Market Production

Market production is a term that economists use to define what occurs when an individual offers to do or sell to another individual at a price that is convenient for both parties. The markets are very good at producing things that people are willing to pay for. Besides this, the markets tend to be very efficient if there are a lot of providers of a service or good.

A competitive market is one in which a lot of sales people compete with one another in order to attract clients. In this situation, each vendor has an incentive to sell at the lowest price possible and in this way sell lower then their competitors and this way steal their clients. Since all the companies have this incentive, the prices tend to go down so much that the companies barely obtain any benefit from it.

A competitive market also tends to guarantee the productive efficiency because the best way for the vendors to keep their prices down is to make sure that they use all their resources efficiently and that nothing is wasted. Since the competition is continual, the pressure to be more efficient is constant. The vendors also have a lot of incentive to improve their efficiency and this way sell cheaper than their competitors and steal their clients.

The markets also have the benefit of decoding, automatically, what it is that people want. In order to understand why this is a good thing, you will need to keep in mind that we live in a world that has millions of people in it. It would be difficult for one person or only a few people to recollect enough information to decode what it is that each person is interested in buying. A whole lifetime would not be enough to find out what type of clothing each individual wants to wear, not to mention all the other things that people choose to buy on a normal day.

Since the production and the distribution of the modern economies are not centralized, it is not necessary to know the general vision. In fact, the wonderful thing about the economies of the market is that they are only a collection of millions and thousands of millions of small little individual transactions that are carried out face to face, between buyers and sellers.

For example, a person that sells radios in a close by warehouse is not aware of the total demand of radios in the world, nor does he or she have any idea about the amount of plastic etc, that is needed to produce them or about other products that were not produced because plastic that is needed to make the radios was not used to make those other products. All a vendor would be aware of is that he or she is willing to pay for a radio, and if a buyer is willing to pay for the radio, and if the vendor obtains a gain by selling the radios, he or she will ask the factory to send more radios. The factory at the same time will increase production and will use the resources of production of other things. The transferal of resources will also occur in markets because each resource has a price and the person that is willing to pay for it will obtain the resource.

In fact, the economies of the market are frequently called system price because the prices serve as signals to assign resources. The goods with a high demand have high prices that the goods with a low demand have low prices. Since the objective of businesses is to make money, the prices are followed and more articles of a higher price are produced and less of those of a lower price. In this way, the markets tend to take our limited resources and use them to produce what people want more of, or at least, what people are willing to pay for. And this is done in a completely decentralized way.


WHAT IS EXPECTED:
Below is a block of records: output all of them exactly and leave out the pictures.

THE INPUT:
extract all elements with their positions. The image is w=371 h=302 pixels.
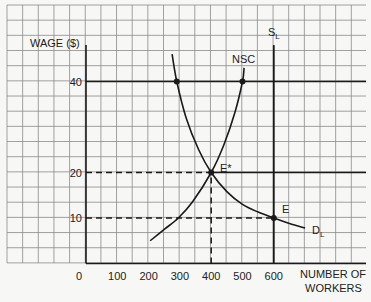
e-label: E bbox=[282, 203, 289, 215]
e-star-label: E* bbox=[220, 162, 232, 174]
y-tick-label: 20 bbox=[70, 167, 82, 179]
x-tick-label: 0 bbox=[76, 270, 82, 282]
curve-nsc bbox=[150, 68, 244, 241]
sl-label: SL bbox=[268, 26, 280, 41]
x-tick-label: 300 bbox=[171, 270, 189, 282]
y-tick-labels: 102040 bbox=[70, 76, 82, 225]
curves bbox=[150, 45, 305, 263]
dl-subscript: L bbox=[320, 230, 325, 239]
x-tick-labels: 0100200300400500600 bbox=[76, 270, 283, 282]
y-tick-label: 10 bbox=[70, 212, 82, 224]
x-tick-label: 400 bbox=[202, 270, 220, 282]
y-tick-label: 40 bbox=[70, 76, 82, 88]
x-tick-label: 100 bbox=[108, 270, 126, 282]
sl-subscript: L bbox=[275, 32, 280, 41]
nsc-label: NSC bbox=[232, 53, 255, 65]
x-axis-label-line1: NUMBER OF bbox=[300, 268, 366, 280]
x-tick-label: 600 bbox=[265, 270, 283, 282]
markers bbox=[174, 79, 277, 222]
point-marker bbox=[240, 79, 246, 85]
wage-chart: WAGE ($) NUMBER OF WORKERS NSC SL DL E* … bbox=[0, 0, 371, 302]
x-axis-label-line2: WORKERS bbox=[305, 282, 362, 294]
point-marker-e bbox=[271, 215, 277, 221]
point-marker-e-star bbox=[208, 170, 214, 176]
x-tick-label: 200 bbox=[139, 270, 157, 282]
x-tick-label: 500 bbox=[233, 270, 251, 282]
point-marker bbox=[174, 79, 180, 85]
y-axis-label: WAGE ($) bbox=[30, 37, 80, 49]
dl-label: DL bbox=[312, 224, 325, 239]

SOLVED PROBLEM:
extract all elements with their positions. The image is w=371 h=302 pixels.
e-label: E bbox=[282, 203, 289, 215]
e-star-label: E* bbox=[220, 162, 232, 174]
y-tick-label: 20 bbox=[70, 167, 82, 179]
x-tick-label: 0 bbox=[76, 270, 82, 282]
curve-nsc bbox=[150, 68, 244, 241]
sl-label: SL bbox=[268, 26, 280, 41]
x-tick-label: 300 bbox=[171, 270, 189, 282]
y-tick-labels: 102040 bbox=[70, 76, 82, 225]
curves bbox=[150, 45, 305, 263]
dl-subscript: L bbox=[320, 230, 325, 239]
x-tick-labels: 0100200300400500600 bbox=[76, 270, 283, 282]
y-tick-label: 10 bbox=[70, 212, 82, 224]
x-tick-label: 400 bbox=[202, 270, 220, 282]
y-tick-label: 40 bbox=[70, 76, 82, 88]
x-tick-label: 100 bbox=[108, 270, 126, 282]
sl-subscript: L bbox=[275, 32, 280, 41]
nsc-label: NSC bbox=[232, 53, 255, 65]
x-axis-label-line1: NUMBER OF bbox=[300, 268, 366, 280]
x-tick-label: 600 bbox=[265, 270, 283, 282]
markers bbox=[174, 79, 277, 222]
point-marker bbox=[240, 79, 246, 85]
wage-chart: WAGE ($) NUMBER OF WORKERS NSC SL DL E* … bbox=[0, 0, 371, 302]
x-axis-label-line2: WORKERS bbox=[305, 282, 362, 294]
point-marker-e bbox=[271, 215, 277, 221]
point-marker-e-star bbox=[208, 170, 214, 176]
x-tick-label: 200 bbox=[139, 270, 157, 282]
x-tick-label: 500 bbox=[233, 270, 251, 282]
point-marker bbox=[174, 79, 180, 85]
y-axis-label: WAGE ($) bbox=[30, 37, 80, 49]
dl-label: DL bbox=[312, 224, 325, 239]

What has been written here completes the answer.